Wednesday, October 04, 2006

Secrets. Shhh... don't tell anyone.

God and I have a love-hate relationship. Well, more to the point, I have a love-hate relationship with god. Ever just want to smack someone in the head and scream, what the fuck is your problem?... kinda sucks when that someone is... god. What makes it worse is when you actually have more faith in the Easter Bunny being real than god.

Yeah, I have issues. You must be new here if you've just figured that one out.

In any event, it's October 4. The Feast of St. Francis of Assisi. This is the only Saint I have any affinity with - why that is, I don't know.

I suppose part of the reason is the prayer attributed to him which was actually written several centuries after his death:


Lord, make me a channel of thy peace,
that where there is hatred, I may bring love;
that where there is wrong, I may bring the spirit of forgiveness;
that where there is discord, I may bring harmony;
that where there is error, I may bring truth;
that where there is doubt, I may bring faith;
that where there is despair, I may bring hope;
that where there are shadows, I may bring light;
that where there is sadness, I may bring joy.
Lord, grant that I may seek rather to comfort than to be comforted;
to understand, than to be understood;
to love, than to be loved.
For it is by self-forgetting that one finds.
It is by forgiving that one is forgiven.
It is by dying that one awakens to Eternal Life.


With the exception of the Pater Noster and Ave Maria, it's the only prayer I ever bothered to memorize.

As for the rest of the reason, it would be that I have an odd fondness for the truly bat-shit crazy, yet harmless, people of this world.
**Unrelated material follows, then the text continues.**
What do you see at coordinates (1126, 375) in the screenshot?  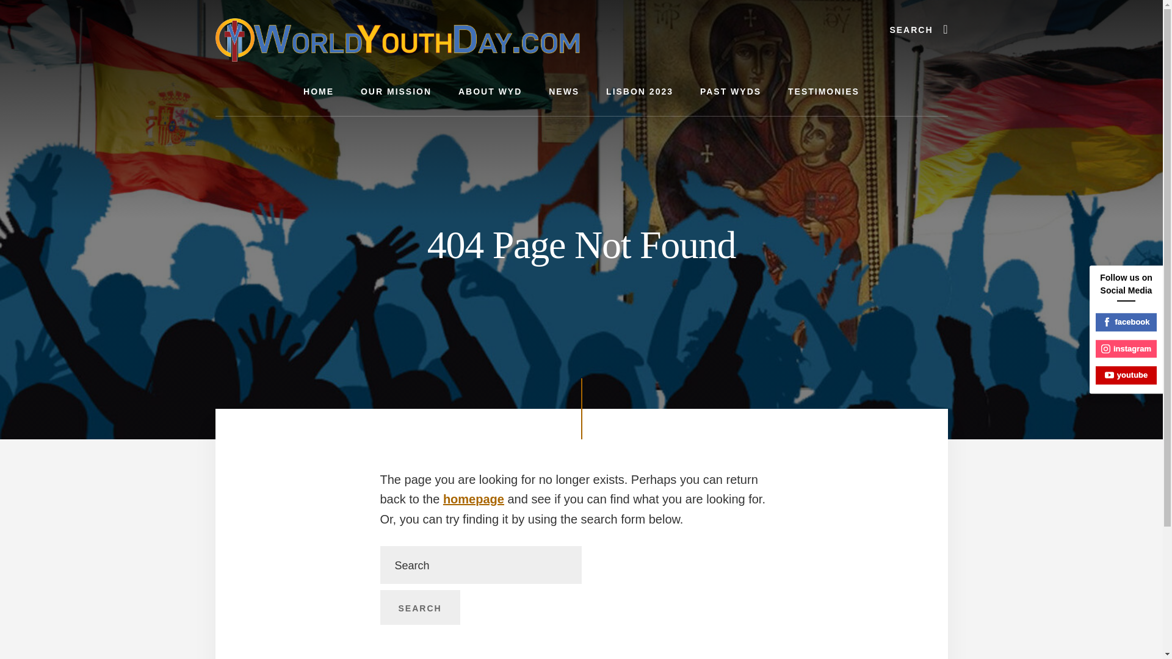 I see `youtube` at bounding box center [1126, 375].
And, really, do you get any crazier than hermits who give up everything they have to wander about their known world barefoot, begging for their food, preaching peace and redemption?

The stigmata he "received" has always fascinated me. First of all, he tended to lepers early in his religious life, so I think he might have picked up the disease from them, leading to his "stigmata". However, I also think the human mind is capable of causing something like that to happen in the human body; a faith so deep, an empathic ability so strong, could cause someone to bleed.

Faith of this sort, that which it is said can move mountains, I have a great deal of respect for. I don't understand it, but I undertand the reality of it for the person who has it.

That makes no sense, does it? Ah well. I know what I mean. Which probably means I'm also bat-shit crazy.

Dogmatists and/or religious people just piss me off. There is no room in those people for the faith of others. "My way or the highway" attitudes piss me off in general, but when wrapped in religion it really steams me. Belief in god, a creator, whatever, is a deeply personal, intimate, thing. Codifying and structuring those beliefs just makes no sense to me. As far as I'm concerned everyone's path to god is right - as long as they don't try to make others conform to what they deem to be "right". Afterall, how could we be right about what god or the creator wants? How could human beings even begin to guess at the thought process of a being so far beyond us we cannot even conceptualize it?


See also The Canticle of the Creatures

9 comments:

GayProf said...

What? You didn't have the Hail Mary drilled into you head over and over again? I am shocked.

Laura Elizabeth said...

Um, I know it's more than 20 years but aren't the Ave Maria and Hail Mary the same thing? That's what I meant anyway.

Oh, and, I got them drilled into me in both Latin and English. No wonder I don't get along with god.

Alex Pendragon said...

My favorite quote, which I attribute to moi, since I can't recall having read it elsewhere is this:

Do you dare claim to know the mind of God? Then utter HIS words, Proclaim HIS truth, and perform HIS great acts, and listen to the silence, for you utter words only God can say, revel in your ignorance, for you know things only God can know, and drown, for you must think you can walk on water.

Not that I even believe in the God of Abraham, but it makes sense to me.

GayProf said...

Oops -- Sorry -- I missed that sentence. I will now repent.

Laura Elizabeth said...

It does make sense Michael and thanks for stopping by.

breaks ruler over GayProf's knuckles.

Romeo Morningwood said...

I hear you laura.
It is very hard for me to expunge a lot of the guilt inducing mechanisms that the church planted under my skin...but the more I read the freer I feel.
Just knowing that historically once we get past King Saul there isn't any corroborating evidence for any key biblical figures like Abraham or even Moses..this made me realise that I need to dig deeper..and deeper..but then all of the great mythical drama of life is evaporated and you are really alone...it is scary but at the same time exhilerating...

Frontier Editor said...

To this day, I have never figured why this world seems to run on a daily basis on "an eye for an eye . . ." when the Sermon on the Mount seems a much better proposition.

I lost what little taste I might have had for the Southern Baptist leaning years ago when a true-blue, dyed-in-the-wool First Baptist Chhurch near my home refused to allow a funeral for a man's son who died of AIDS. At that point, I realized that a church that couldn't give a dead man's family a little piece but could be led around by the likes of the Southern Baptist Convention was no church at all.

Frontier Editor said...

I just realized that I never have linked your blog - a really bad piece of work on my part.

Frontier Editor said...

Uh, I meant 'Peace' in the first post.